The Seiger family

This is a photo of my mother’s family, taken in Deva in 1920. I don’t know who the two persons sitting on the left and on the right are, but my maternal grandparents, Hermina and Gottlieb Seiger are sitting in the first row, and my uncles are standing - on the left side Ernest, and on the right side Bernat. My mother, Gabriella is sitting in the middle.

My grandmother was a nice person; she kept the accounts for my grandfather's butcher's shop. We didn't use to eat at her place, but we visited her at least three or four times a week, especially because she lived very close to us: ten or twenty meters away. My most beautiful memory about my grandmother is that, every Sunday, before noon, my brothers and I would pay her a visit and she would give us money to go see a movie. Back then, a theater ticket cost about 1 leu and 50 bani. When the war started, in 1940, she didn't live on her own, but with her granddaughter, Irina Lorincz.

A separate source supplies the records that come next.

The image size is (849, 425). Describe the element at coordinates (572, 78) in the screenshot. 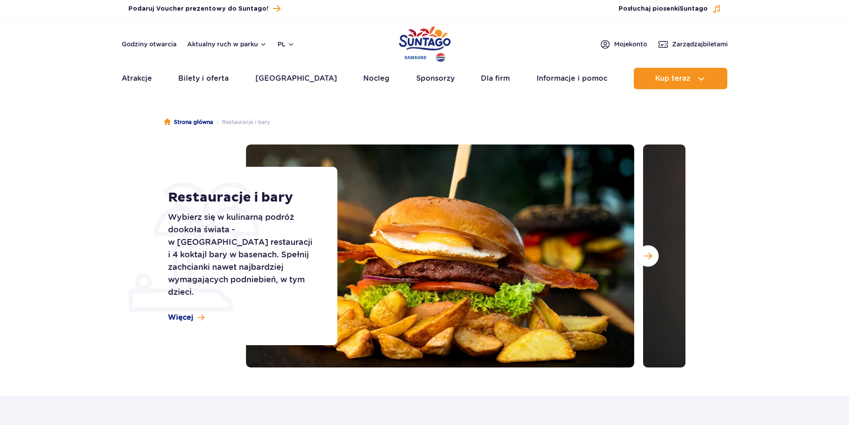

I see `a: Informacje i pomoc` at that location.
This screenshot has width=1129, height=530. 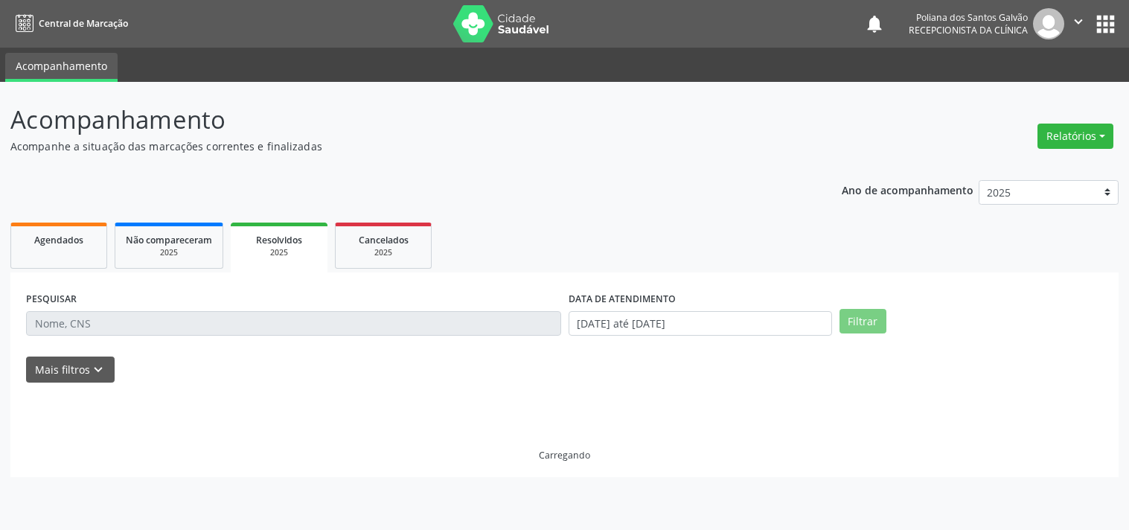 What do you see at coordinates (59, 240) in the screenshot?
I see `span: Agendados` at bounding box center [59, 240].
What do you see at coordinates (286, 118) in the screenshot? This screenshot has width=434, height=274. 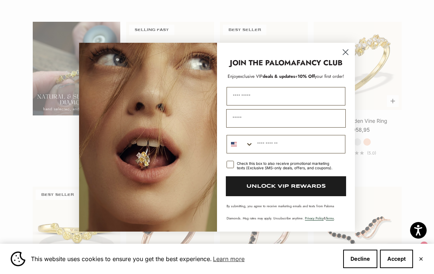 I see `input: Email` at bounding box center [286, 118].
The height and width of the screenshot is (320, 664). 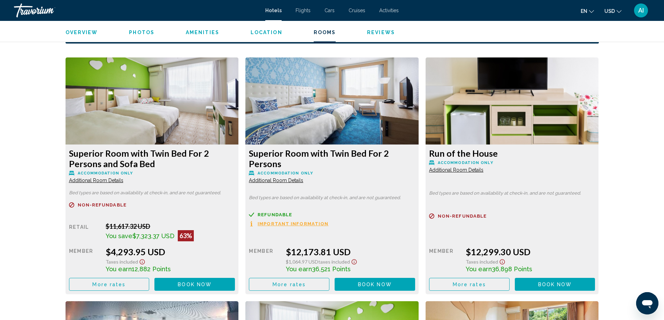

My mother had two younger brothers: Bernat and Ernest. Bernat was born in 1900 and graduated from the School of Electrical Engineers in Bratislava. He lived in Deva and worked as a butcher and stock exporter. He was a very hard-working man and made a fortune after my grandfather's death. He delivered cattle and swine - live or slaughtered. Uncle Bernat owned refrigerating cars. In winter, he stored ice in cellars; ice was collected from the Mures River. He went to many places, from Israel to England: he delivered cattle in Hungary, Czechoslovakia, Austria, Germany, England; he went to Constantinople or to Rome countless times, for instance. He traveled across the entire Europe from 1930 until 1940, that's for ten years. Bernat never got married; he didn't have a family. He died in 1980, in Deva.

Ernest was born in 1901. He worked as a butcher in Deva too. He sold both kosher and non-kosher meat. He and his wife, Gabriela Herschkowitz, had two daughters: Sonia, born in 1929 and Nadia, born in 1932. The family also raised a third child, Vera Breier, who was Gabriela's daughter from her first marriage to a man named Eugen Breier. Ernest lived in two other places: he stayed in Cluj Napoca until he was arrested by the communist regime, but he never worked there, and in Ineu, where he died, in 1976. However, he was buried back home, in Deva. At that time, I was living in Ineu too; Uncle Ernest died at my place. His wife left for Israel before he died. Sonia and Nadia lived in Cluj until his death, and then they left for Israel too. Sonia married Doctor Mihai Marina and bore him a daughter, Marina Monica. Marina is a doctor in Fula, Israel, and is married to engineer Blanaru. Nadia married Victor Klein; the two of them had a boy, and then got divorced. Their son, Norbert Klein, became an engineer in Israel, but I don't know where exactly he lives.

My mother, Gabriella Seiger, was born on 10th January 1899, in Deva. Between 1916 and 1918, she went to the Medical School in Budapest for two years. In 1918, when Bela Kun brought Communism to Budapest, she came back home. [Editor's note: Mr. Lorincz is talking about the 1919 events, when the Hungarian Soviet Republic was proclaimed in Hungary.] Afterwards, she never went to college again and she married my father. He had been courting her ever since the age of four. He had met her while in kindergarten and he had waited until she grew up.